This wasn’t a case of one runaway juvenile bugbear. We were dealing with the kidnapping of dozens of fae children. To say we were unprepared and understaffed was an egregious understatement. I was glad that Ceff had decided to stay. We could use all the help we could get.
I pulled myself up and went to sit behind my desk. I wasn’t running away from Jinx’s reproachful stare, really.
I thumped down in my chair and prepared myself for the case. For though we had numerous clients, it was one case—it just had to be. I closed my eyes and thought about frantic parents finding the beds of their children empty this morning. I imagined frightened kids huddled somewhere cold and dark. Rage burned in my chest and I watched the sparks of gold behind my eyelids begin to disappear. I bit the inside of my cheek and remembered the families outside, desperate to save their children. I grasped my anger with both hands and held on tight.
Pain and anger had saved me before. Hopefully, they could burn away the stress, worry, and fatigue until this was all over. If embracing my anger toward the kidnapper—the true monster here, no matter what my clients looked like—helped to control my wisp powers, all the better. Walking around the city with glowing skin would make my job more difficult, especially if the fae courts stepped in.
It was hard to locate missing children while buried in a pine box.
Damn, why did it have to be children? I pounded my fist on the desk, knocking over a coffee mug filled with pens, pencils, and scissors. I flicked a glance at my reflection in a large pair of scissors that landed on my desk blotter. My skin was no longer glowing, thank Mab. It was time to get to work and bring these kids home.
I opened a drawer and pushed in the messy contents of my desk. I could sort through the detritus later. For now, I had a job to do. I lifted my chin and turned to Jinx.
“Let them in,” I said.
Chapter 9
I met with crying gnomes, limping henkies, growling goblins, wailing banshees, and fluttering sprites—to name a few. Every faerie who approached my desk had lost a loved one—a child, sibling, or grandchild—in the night.
Though some of the fae races who visited had unsavory reputations, they all seemed genuinely distressed. Ceff was quick to remind me that all fae have difficulty conceiving. Faerie children therefore are a rare gift, treasured by their families. The raw pain on his face drove the point home. The loss of Ceff’s sons had nearly destroyed him.
I didn’t turn a single client away—no matter who, or what, came to us for help.
The last client walked out our door with a loud shriek, and I sighed. I rubbed my face with shaking hands. I needed a shower and a toothbrush. Too bad I didn’t have the time, or the energy, for a trip upstairs.
Jinx hurried to the door, turned the lock, and flipped the sign from open to closed. She’d cancelled our regular clients for the day, rescheduling our appointments until later in the week. That meant we were double-booked, but I had bigger things to worry about than scheduling issues.
If I didn’t get some sleep soon, I’d be no good to any of my clients. I’d have to ask Jinx to pencil me in for a nap. I leaned back in my chair, blowing strands of hair from my face. I rubbed gritty eyes and ran a tongue over teeth tasting of coffee and old pizza. I must look like something the cat sidhe dragged in. I pictured Sir Torn dropping me on the stoop and snorted, a giggle trying to escape.
I smoothed a gloved hand over wrinkled clothes, avoiding the looks of Ceff and Jinx. The last few hours had been a blur. Jinx and I had interviewed dozens of worried families, but the worst was yet to come.
Ceff had brought us food and coffee while we worked, a kelpie king turned office errand boy. After we ate, he cleared pizza boxes from the conference table—a flea market purchase that Jinx had insisted on for our growing business, which thankfully had no visions imprinted into the shiny pressboard and metal—and began setting up rows of plastic bags. Each bag contained a small item and was labeled with the name of the family and the missing child the item belonged to. Every bag represented a child who was missing.
The table was buried beneath them.
I’ve never attempted to retrieve visions from so many items, but I was about to try. I flicked my eyes away from the table, letting my gaze land on my gloved hands now fidgeting with a paper cup. Ceff had kept the coffee flowing, as if by magic. Perhaps it had been.
I drank the last sips of coffee in one gulp and tossed the cup in my overfull wastebasket. Jinx had discarded her own wastebasket in the back alley, beside the dumpster we shared with the bar that backed onto our building. We hadn’t wanted to offend our clients, many of whom had a heightened sense of smell, with her fouled bin, so now we were sharing mine. The coffee cups and broken pencils spilled out onto the floor at my feet.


**Task requirements**:
Please give back each entry below unaltered, leaving the pictures out.

[[ Data extract, beginning ]]

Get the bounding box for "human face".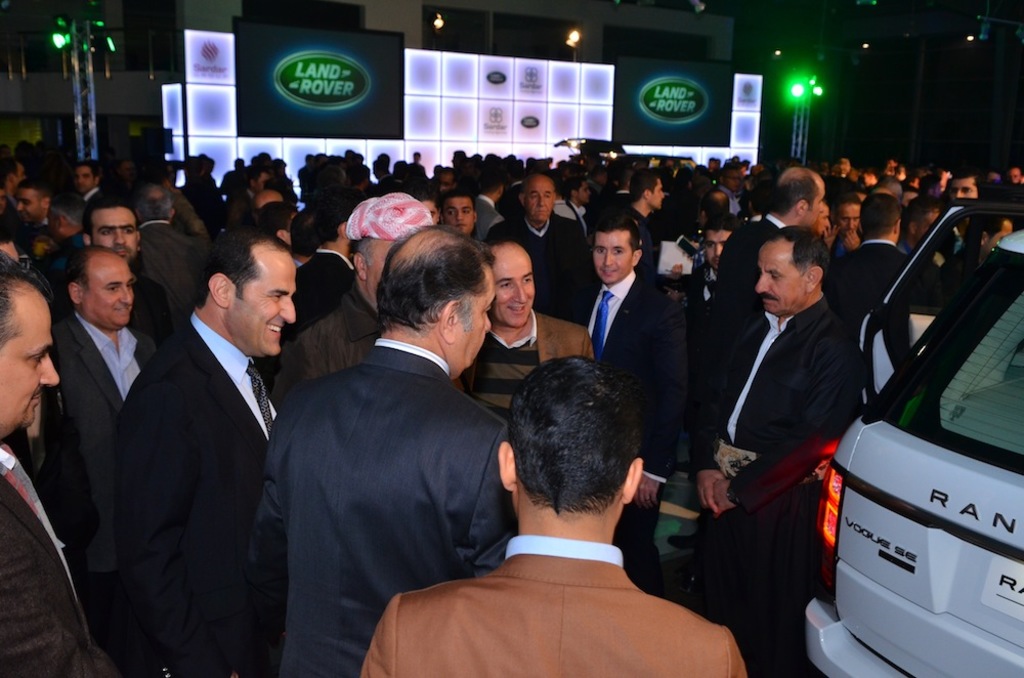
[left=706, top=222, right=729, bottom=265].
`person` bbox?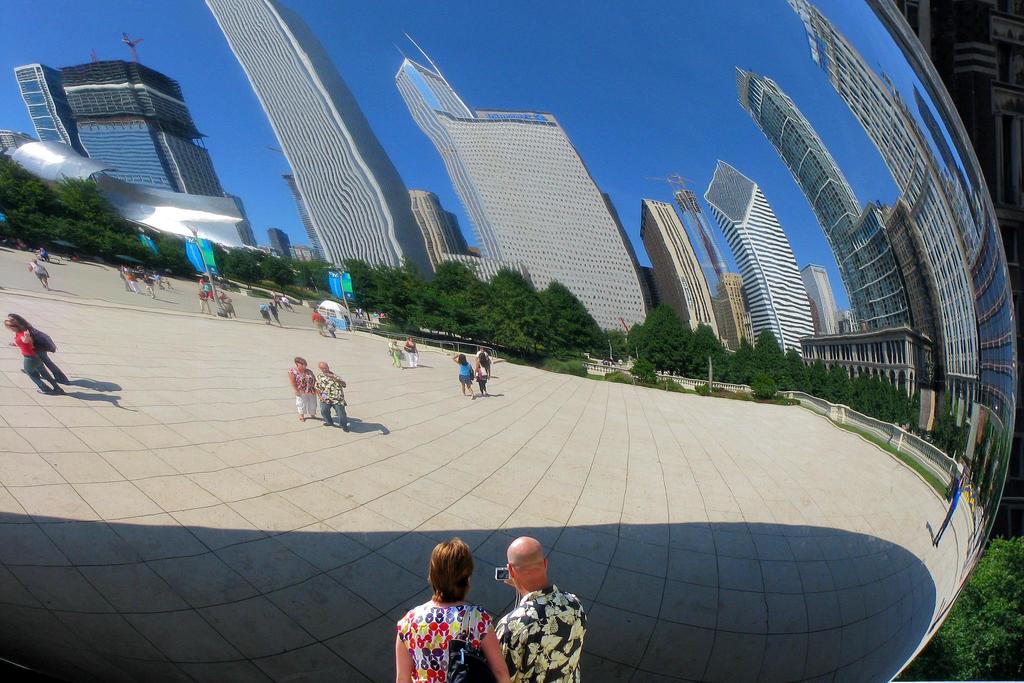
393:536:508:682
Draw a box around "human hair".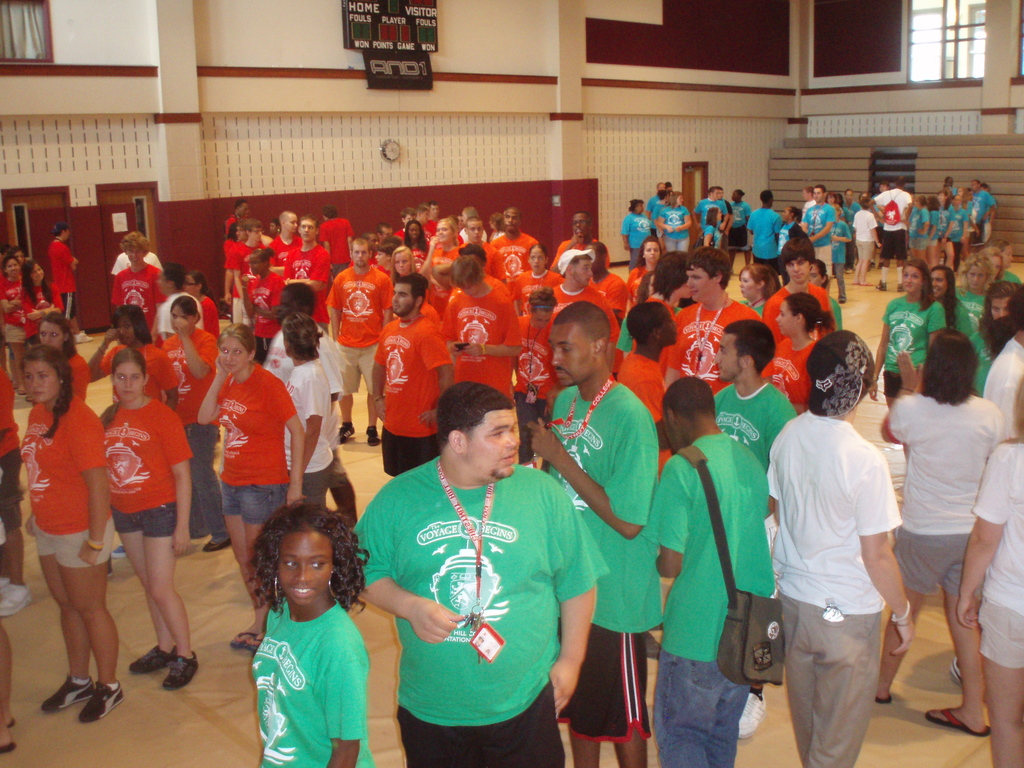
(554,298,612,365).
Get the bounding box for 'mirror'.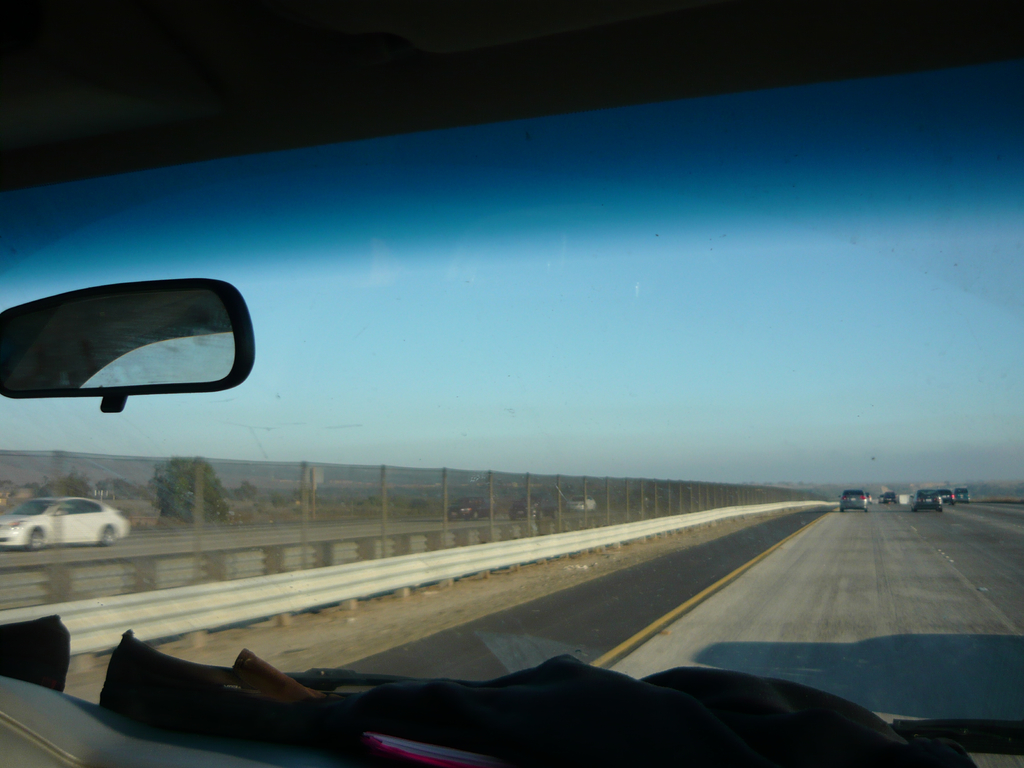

[[ Data extract, end ]]

**Answer below**:
Get the bounding box for "human face".
[left=706, top=222, right=729, bottom=265].
`person` bbox?
393:536:508:682
Draw a box around "human hair".
(554,298,612,365).
Get the bounding box for 'mirror'.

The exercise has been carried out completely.